Ben inspected the dead man. Dead at least a week-maybe longer. The corpse was stinking and blackened.

He tried his CB. Nothing. He turned on the radio, searching the AM and FM bands. Nothing.

With a feeling of dread settling over him like a pall, Ben drove into town.

There, he found the truth.

“Yes,” he told Gale. “I know the feeling quite well.”

“I guess maybe you do,” Gale said. “But you’re tough. With me, it was different, believe it. Anyway, I finally ran out of food. I went through it like Grant took Atlanta.”

“Sherman,” Ben said automatically.

“Who’s telling this story, anyway?”

“Sorry.”

“I had eaten like a starving person. Ate from fear, I suppose. Gained about ten pounds, at least. I had to leave to find more food. And, I guess, even though I was still scared, I wanted to see what had happened. I just couldn’t believe there had really been a war. Well, my damn car wouldn’t start. I lifted the hood and looked in. Talk about a shock. There wasn’t any motor. I finally figured out the motor was in the rear. I am not mechanically inclined, believe it. What I knew then about engines and stuff was nothing. But I could see where the rats had chewed a lot of wires and things.
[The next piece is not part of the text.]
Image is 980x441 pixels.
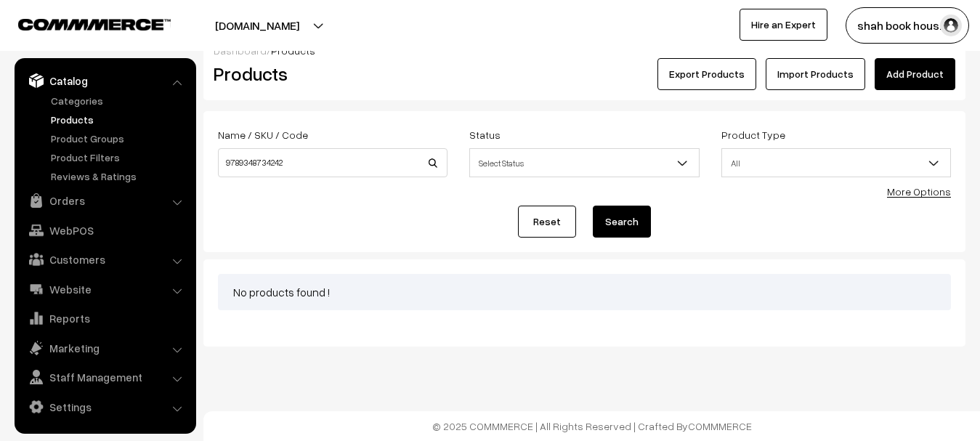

I sat down by the car and bawled and squalled.

“I finally got it together and stepped out of the barn. The sunlight blinded me for a few moments. Gave me a headache, too. Then I stepped right on a body. Talk about freaking someone out. I almost lost control at that point. Maybe I did lose control for a time. I ran. Boy, did I run. But it didn’t do any good. There were bodies everywhere. Like in a movie, you know, after a big battle? And animals and birds were eating the dead people. It was the worst thing I had ever seen in my life. Period.

“Well… I stopped at this house-fell down in the front yard would be more like it, collapsed. Then I went inside. Luckily, the shape I was in, emotionally, the house was empty. No people, I mean.

“Ben, I know how you feel about liberals, and my mother and father were liberals, the whole bag. Gun control, civil rights, opposed to capital punishment, everything, you know?”

Ben nodded his head in agreement.

“OK, so they were liberals. But they taught me how to think. They taught me to sit down, be calm and rationalize things out. So that’s what I did. I sat in a chair, calmed myself and thought. I thought myself right into a headache-that’s all I accomplished.”

Ben laughed at the mental picture of her doing so, then he apologized for it.

She smiled. “No, it’s all right, Ben. I feel better finally being able to talk about it. And I understand, really, I do. Looking back, some of the things I did were funny-but not at the time. So I went looking around in this farmhouse. It was set way back from the road, in a bunch of trees, and had been left alone by the looters. I found a rack full of guns. I took out a shotgun and then found a box of shells that said twelve gauge. The double-barrel gun was a twelve gauge-said so on the metal. So I thought: By God, there isn’t anybody going to rape this kid. I’ll get tough.